36 pages • 1 hour read
Junot DíazA modern alternative to SparkNotes and CliffsNotes, SuperSummary offers high-quality Study Guides with detailed chapter summaries and analysis of major themes, characters, and more.
“Alma” details the relationship between Yunior and Alma, Yunior’s Dominican college girlfriend. She is an artist who is very sexually adventurous. Yunior says, “Yes—it’s an opposites-attract sort of thing, it’s a great-sex sort of thing, it’s a no-thinking sort of thing. It’s wonderful! Wonderful!” (47). The relationship ends, however, when Alma reads Yunior’s journal, in which he details the sexual affairs he’s been having, particularly one with an Guyanese woman named Laxmi whom Alma assumes is Indian. Yunior claims the entries were part of a work of fiction he’s writing, but this is a lie. Yunior says, “This is how you lose her” (48).
Yunior’s college girlfriend Alma is described as “one of those Sonic Youth, comic-book-reading alternatinas without whom you might never have lost your virginity” (46). In many ways, Alma recalls Nilda from the previous story.
Here, Díaz employs the second-person, turning Yunior’s “I” into a “you.” In doing so, Díaz places the reader Yunior’s situation, while at the same time distancing Yunior from these moments in his existence—ones that he is happy to recount but only when they affirm his manhood. For example, the reader, in this very brief story, receives little detail about his affairs and much more about his sexual experiences with Alma.
Alma, like Yunior, is also Dominican, and she enjoys many staples of American subcultures, including seminal indie band Sonic Youth and comic books. Alma appreciates Yunior for being a “real Dominican,” and Alma is “only the third Latina [Yunior has] ever really dated” (47). Further, readers learn that Alma wants to work at “reclaiming her Dominican heritage” (46). Yunior, however, seems uninterested in these efforts; he focuses instead on boasting to his friends how many records she owns and how she says “terrible white-girl things” when they have sex (46).
Additionally, it’s the nationality of Yunior’s other partner, Laxmi, that Alma focuses on in the story’s climax, at which point Alma labels Yunior’s own Dominican background as illegitimate. In turn, Yunior uses his fiction writing in a poor attempt to lie about the affair he had, saying the journal entries relate to fiction, not to reality.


Retype the entries below exactly, dropping the images.

(Figure dataset records)
------------
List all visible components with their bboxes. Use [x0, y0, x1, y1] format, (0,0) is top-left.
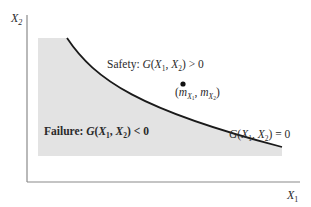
safety-region-label: Safety: G(X1, X2) > 0 [107, 58, 204, 73]
y-axis-label: X2 [10, 11, 22, 27]
mean-point-label: (mX1, mX2) [175, 86, 220, 101]
limit-state-diagram: X2 X1 Safety: G(X1, X2) > 0 Failure: G(X… [0, 0, 311, 207]
x-axis-label: X1 [286, 188, 298, 204]
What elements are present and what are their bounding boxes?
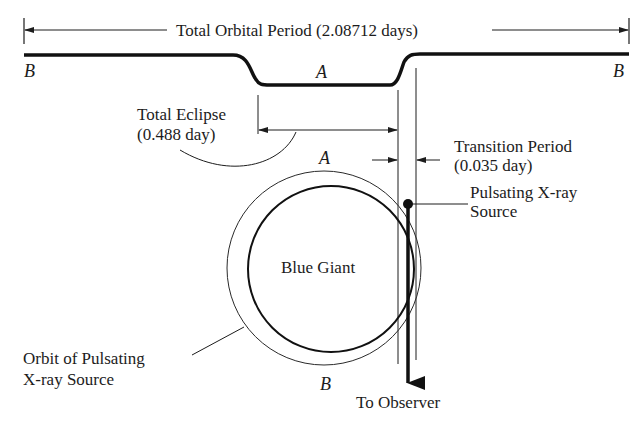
------------
*Answer box:*
List all visible components with their bboxes. Use [x0, y0, x1, y1] format, (0,0) is top-left.
safety-region-label: Safety: G(X1, X2) > 0 [107, 58, 204, 73]
y-axis-label: X2 [10, 11, 22, 27]
mean-point-label: (mX1, mX2) [175, 86, 220, 101]
limit-state-diagram: X2 X1 Safety: G(X1, X2) > 0 Failure: G(X… [0, 0, 311, 207]
x-axis-label: X1 [286, 188, 298, 204]
What elements are present and what are their bounding boxes?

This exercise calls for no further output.